Bill and Shanna Janu don’t have the luxury of the 30,000 foot few either. He’s a white sergeant in the Baltimore Police Department. She’s a Black attorney at the Centers for Medicare and Medicaid Services. They have two children and like most parents they worry over how to keep them safe and they struggle together to define how to do their part to make the world safer for their children and others. Maybe you saw their story in the Sun paper.
They are not of the same mind when it comes to how they see the world, or what must be done to make it safer for Black children. But in the words of the Sun “with shared curiosity and respect for each other’s open minds, they’ve built a loving relationship across the divides that seem unbridgeable to many Americans.” “Shared curiosity” and “respect for each other’s open minds.” That may be the only way we can take all the potential power that has been brewing in the streets of America, and translate into the concrete reforms, the particular policies, and changes that we must have to move us toward that day when all Americans are truly free. Not free from the responsibility of wearing masks, not free from some disembodied boogeyman government, not free from each other. But free to love each other as God loves us and free to live in a world where justice is defined by out common accountability that that single standard.

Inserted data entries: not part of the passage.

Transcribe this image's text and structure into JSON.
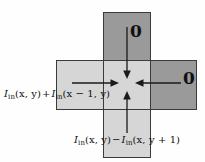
{
  "figure": {
    "name": "flux-cross-diagram",
    "background_color": "#fefefe",
    "cell_dark_color": "#9a9a9a",
    "cell_light_color": "#d6d6d6",
    "cell_border_color": "#3a3a3a",
    "arrow_color": "#1a1a1a"
  },
  "cells": [
    {
      "id": "top",
      "shade": "dark",
      "position": "top"
    },
    {
      "id": "left",
      "shade": "light",
      "position": "left"
    },
    {
      "id": "center",
      "shade": "light",
      "position": "center"
    },
    {
      "id": "right",
      "shade": "dark",
      "position": "right"
    },
    {
      "id": "bottom",
      "shade": "light",
      "position": "bottom"
    }
  ],
  "arrows": [
    {
      "id": "from-top",
      "direction": "down",
      "label_ref": "zero_top"
    },
    {
      "id": "from-left",
      "direction": "right",
      "label_ref": "horizontal"
    },
    {
      "id": "from-right",
      "direction": "left",
      "label_ref": "zero_right"
    },
    {
      "id": "from-bottom",
      "direction": "up",
      "label_ref": "vertical"
    }
  ],
  "labels": {
    "zero_top": "0",
    "zero_right": "0",
    "horizontal": {
      "term1_var": "I",
      "term1_sub": "in",
      "term1_args": "(x, y)",
      "operator": "+",
      "term2_var": "I",
      "term2_sub": "in",
      "term2_args": "(x − 1, y)",
      "full": "I_in(x, y) + I_in(x − 1, y)"
    },
    "vertical": {
      "term1_var": "I",
      "term1_sub": "in",
      "term1_args": "(x, y)",
      "operator": "−",
      "term2_var": "I",
      "term2_sub": "in",
      "term2_args": "(x, y + 1)",
      "full": "I_in(x, y) − I_in(x, y + 1)"
    }
  }
}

You may have noticed that none of the women in this story are named. It’s typical of the Bible, I’m sad to say. From 30,000 feet it reflects the same old patriarchy from ages ago, enshrined in the biblical texts. But in this particular story, I also find odd hope in the absence of their names. For one, Pharaoh also lacks a name. Pharaoh is just a title – like “monarch” – no name like “Ramses,” dignified in the pages of scripture. It’s like the text is saying, when you’ve seen one tyrant, you’ve seen them all. There is no particularity that needs to be remembered when it comes to leaders who destroy the common good. Let their names fall from the buildings they once built with other people’s labor. You can erect monuments to hate while they are alive, but one, two, four or five generations later, they’ll come tumbling down.
But when it comes to the absence of names for Moses’ sister, or Pharaoh’s daughter, it’s the flip side of the same coin. It’s like the text is saying, no one owns these roles. You, too, can be Moses’ sister or Pharaoh’s daughter. Not because your name has a chance of being remembered. That’s Pharaoh’s ownership way of thinking. You can be Moses’ sister or Pharaoh’s daughter because your actions are forever enshrined in the legacy that you leave to the next generation and the one after that. Remembered in the lives of people whose freedom you had a part in midwifing.
Let it be so for us whenever we risk ourselves down in the bullrushes, to further the liberation of our own families, our brothers and sisters who are being oppressed. Or whenever we take what privilege we have, however large or small, and use it to love, in public. There’s a role in this story for everyone. I hope you find the role you were meant to play, becoming the person you were meant to become, unwinding ancient divisions, dismantling Pharaoh’s systems, one brick at a time.